Concrete Bag Calculator & Small Slab Estimate Guide

Estimate how many 40, 50, 60, or 80 lb bags of concrete mix you need for small slabs, post holes, footings, and repair patches.

This concrete bag calculator helps homeowners, renters, fence builders, gardeners, and small-shop teams estimate how many bags of premixed concrete to buy before a small non-critical project. It is designed for practical planning tasks such as setting a few fence posts, pouring a short walkway section, filling a utility pad, repairing a step, or comparing 40, 50, 60, and 80 lb bag yields. The goal is not to design the project for you; it is to make the material math visible so you can check the order size, truck weight, mixing workload, and likely extra bags before you start.

Inputs the calculator uses

For rectangular slabs and pads, enter length, width, thickness, quantity, bag size, optional custom bag yield, and a waste factor. For round post holes, enter hole diameter, hole depth, optional post diameter, number of holes, bag size, optional custom yield, and waste factor. The output includes cubic feet before waste, cubic feet after waste, cubic yards, liters, rounded bag count, and approximate dry bag weight. Use the custom yield field when your bag label gives a different volume than the defaults shown on this site.

Formula and calculation logic

For slabs, the calculator converts all measurements to feet and uses length × width × thickness × quantity. For post holes, it estimates a cylinder with π × radius² × depth, subtracts optional round-post displacement, and multiplies by the number of holes. It then applies the selected waste factor, divides by bag yield in cubic feet, and rounds up because partial bags cannot normally be purchased. This round-up rule is intentional: being one bag short is usually more disruptive than having one unopened returnable bag.

Real examples

  • Small shed pad: A 6 ft by 4 ft pad at 4 in thick is about 8.0 cubic feet before waste. With 10% waste, it becomes about 8.8 cubic feet, or roughly 15 bags when using 80 lb bags at 0.60 cubic feet each.
  • Fence repair: Six 10 in diameter holes at 24 in deep, with 4 in posts, require a cylinder estimate minus post displacement. A 10–15% waste factor is often useful because hand-dug holes are rarely perfect cylinders.
  • Step or walkway patch: A 3 ft by 2 ft repair at 3 in thick is small in volume, but rounding still matters. The calculator may suggest several bags after waste, and buying one extra bag can prevent a cold joint or unfinished edge.

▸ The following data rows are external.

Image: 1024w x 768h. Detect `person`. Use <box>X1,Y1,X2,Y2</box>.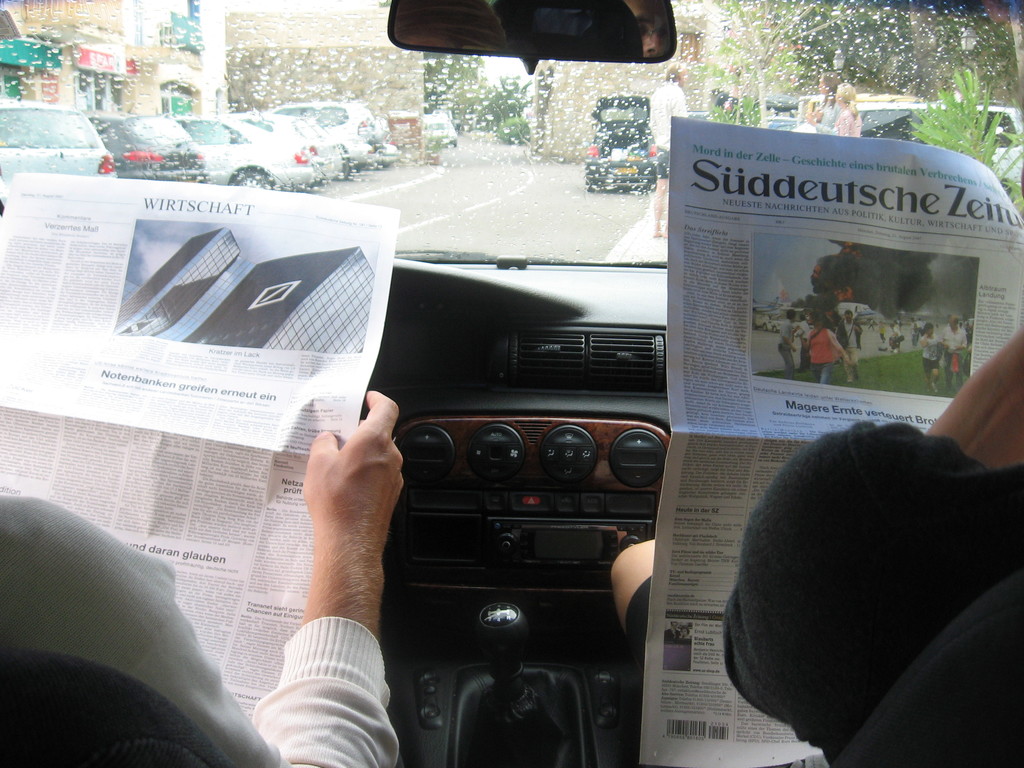
<box>607,532,653,664</box>.
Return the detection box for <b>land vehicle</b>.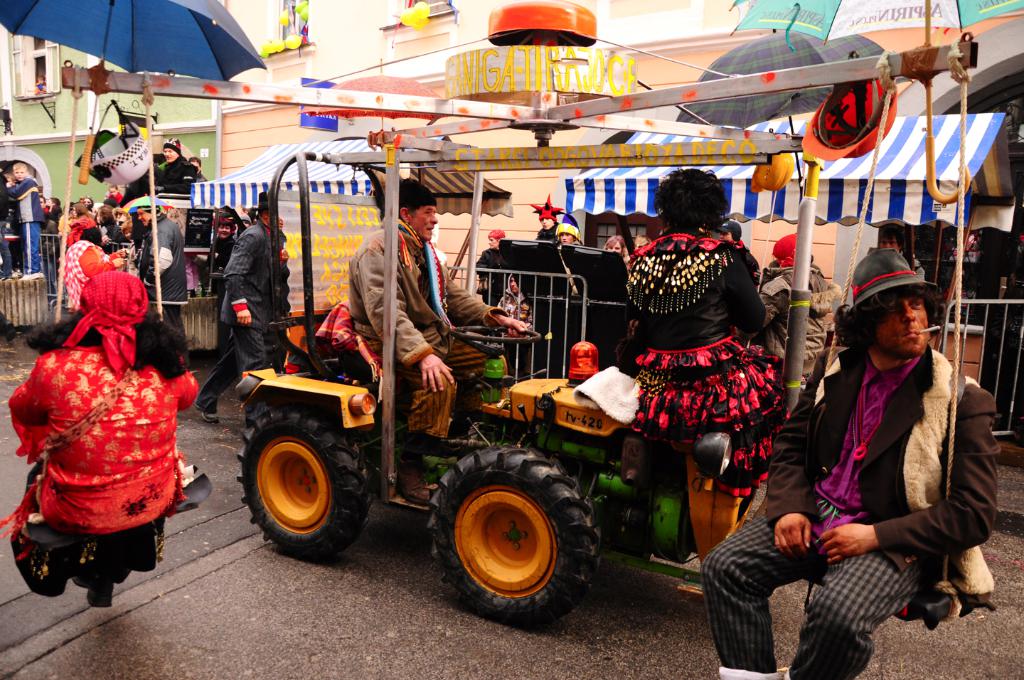
(237, 0, 825, 629).
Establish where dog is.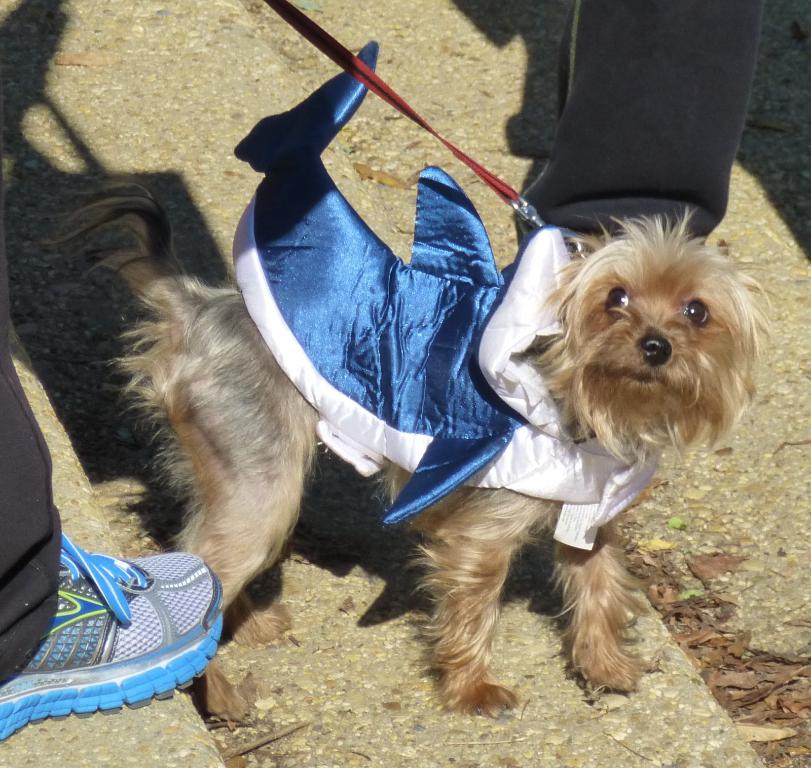
Established at (left=41, top=179, right=774, bottom=719).
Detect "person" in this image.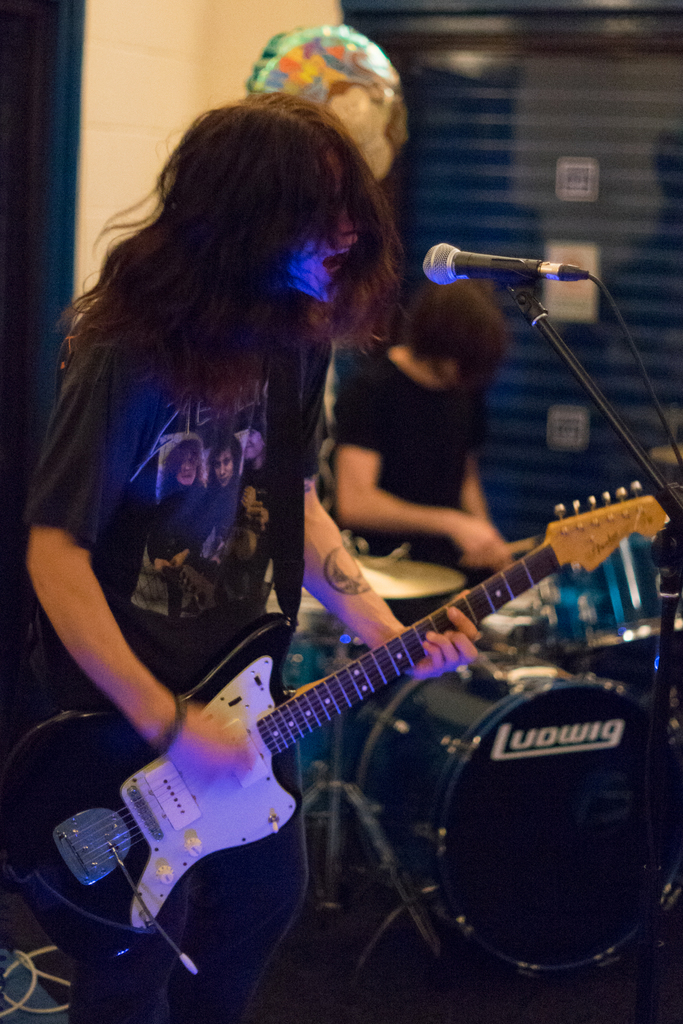
Detection: (336, 273, 508, 615).
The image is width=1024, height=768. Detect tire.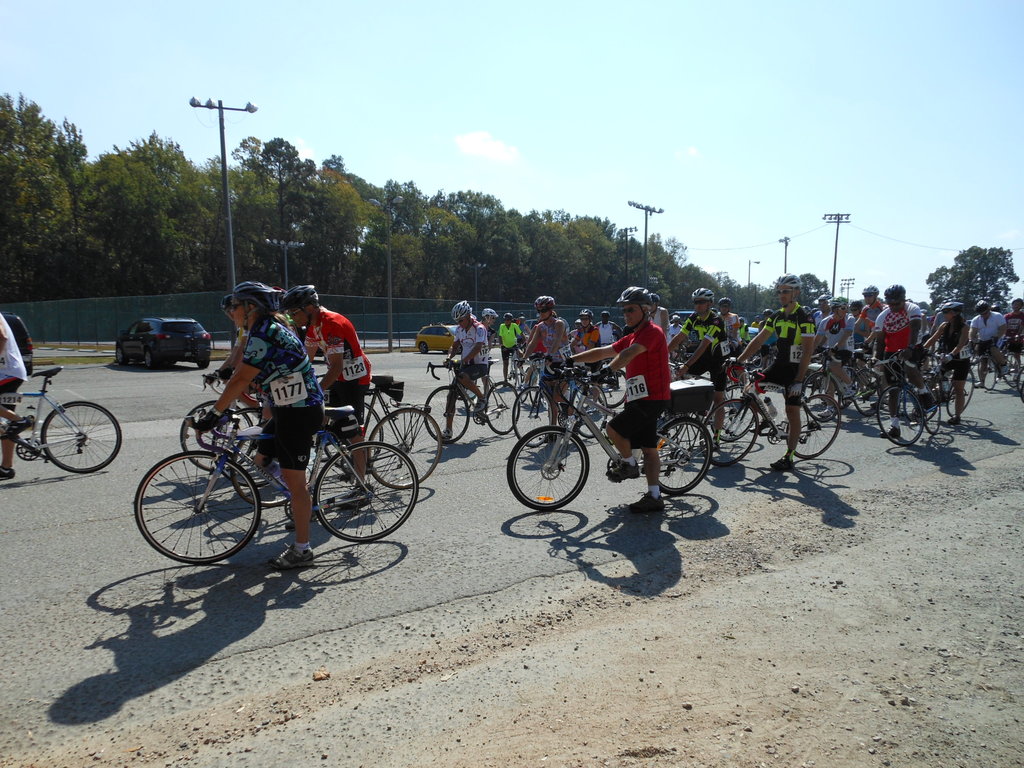
Detection: bbox(417, 344, 430, 356).
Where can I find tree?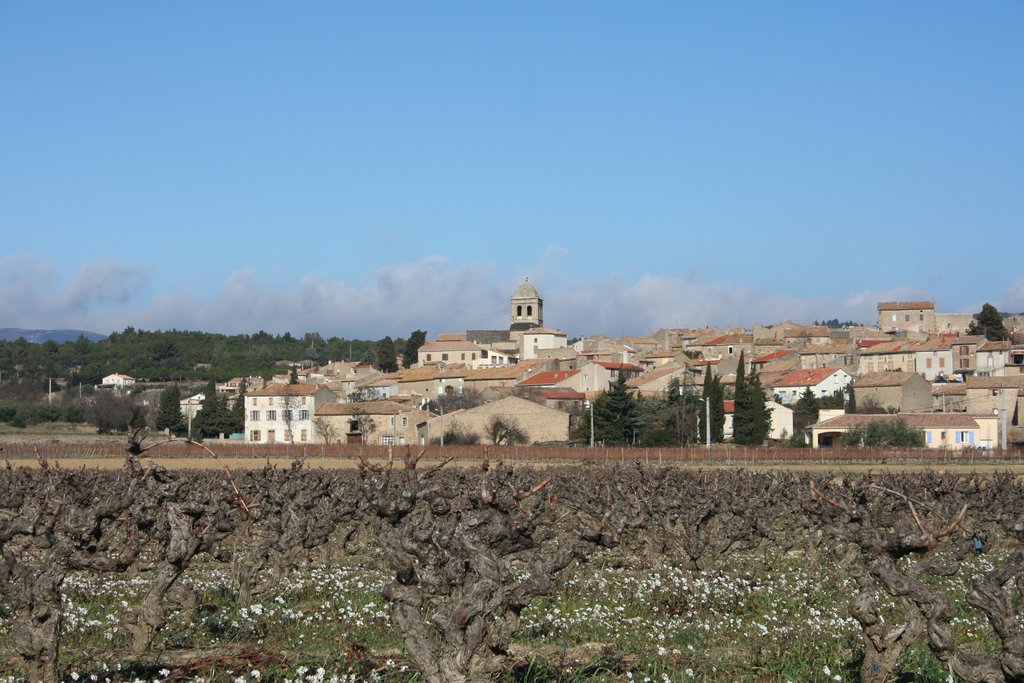
You can find it at Rect(316, 416, 349, 457).
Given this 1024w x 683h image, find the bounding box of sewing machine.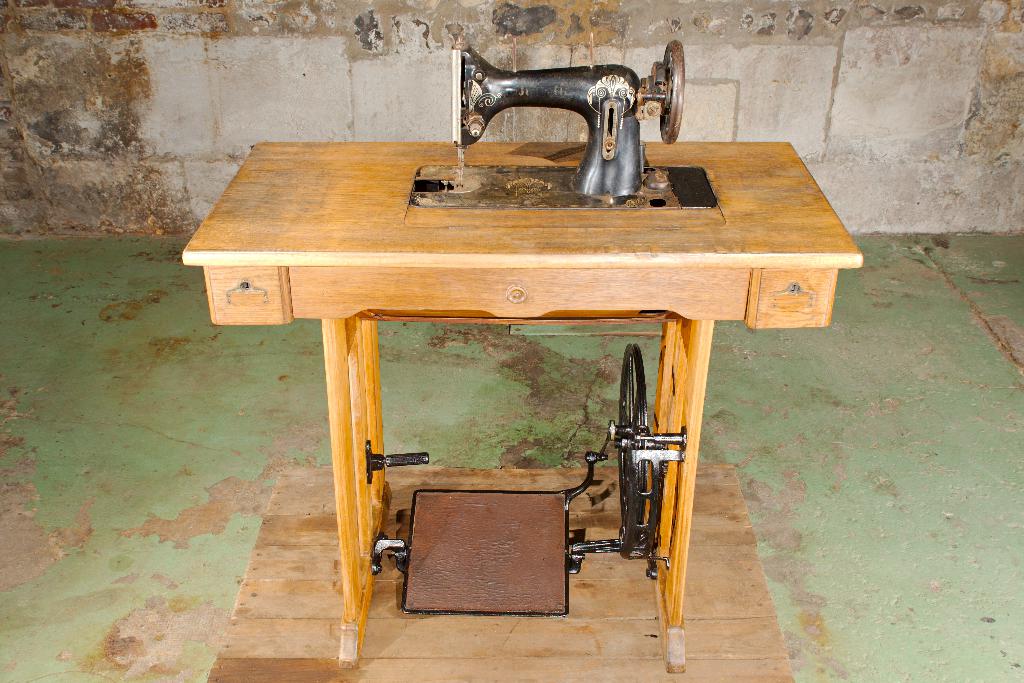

How to interpret the result

The bag count is a shopping estimate, not a performance promise. Check the product label for actual yield, minimum and maximum placement thickness, water ratio, working time, curing instructions, and whether the mix is appropriate for your use. Also consider whether you can physically transport and mix the total dry weight shown by the calculator.

Common mistakes to avoid

  • Entering slab thickness in inches but treating it as feet.
  • Forgetting multiple holes, multiple pads, or both sides of a repair.
  • Using zero waste on irregular forms, uneven ground, over-dug post holes, or first-time mixing.
  • Assuming every brand has the same yield as the default table.
  • Using a material estimate as a substitute for structural, drainage, frost-depth, reinforcement, or permit guidance.

FAQ

How many concrete bags should I buy?

Use measured volume, add a conservative waste factor, divide by the actual bag yield, and round up. For very small jobs, one extra bag may be reasonable if returns are easy.

Are 60 lb and 80 lb yields exact?

No. The site uses common approximations of about 0.45 cubic feet for 60 lb bags and 0.60 cubic feet for 80 lb bags. Manufacturer labels override these defaults.

Can this calculator choose slab thickness?

No. It only estimates quantity from the thickness you enter. Thickness depends on use, soil, base preparation, reinforcement, code, climate, and professional judgment.

Can I use it for foundations, driveways, or retaining walls?

No. Those projects can be structural or code-controlled and need qualified local advice. This page is for small non-critical DIY material planning only.

Why does the calculator round up?

Concrete bags are bought as whole bags, and small measuring or mixing losses can be significant. Rounding up reduces the risk of running short mid-pour.

What waste factor should I use?

Five to ten percent is a common tidy-project range. Consider ten to twenty percent for uneven excavation, irregular forms, first-time mixing, or very small orders.

Safety and project limits

This website provides rough material quantity estimates only. It does not provide structural engineering, load-bearing design, foundation sizing, reinforcement design, soil evaluation, drainage design, frost-depth guidance, building-code interpretation, permit advice, contractor selection, price quotes, or safety assurance. Wet concrete can burn skin and eyes; use appropriate protective equipment and follow the product label. Consult a qualified professional for load-bearing, inspected, public, vehicle, retaining, or safety-critical work.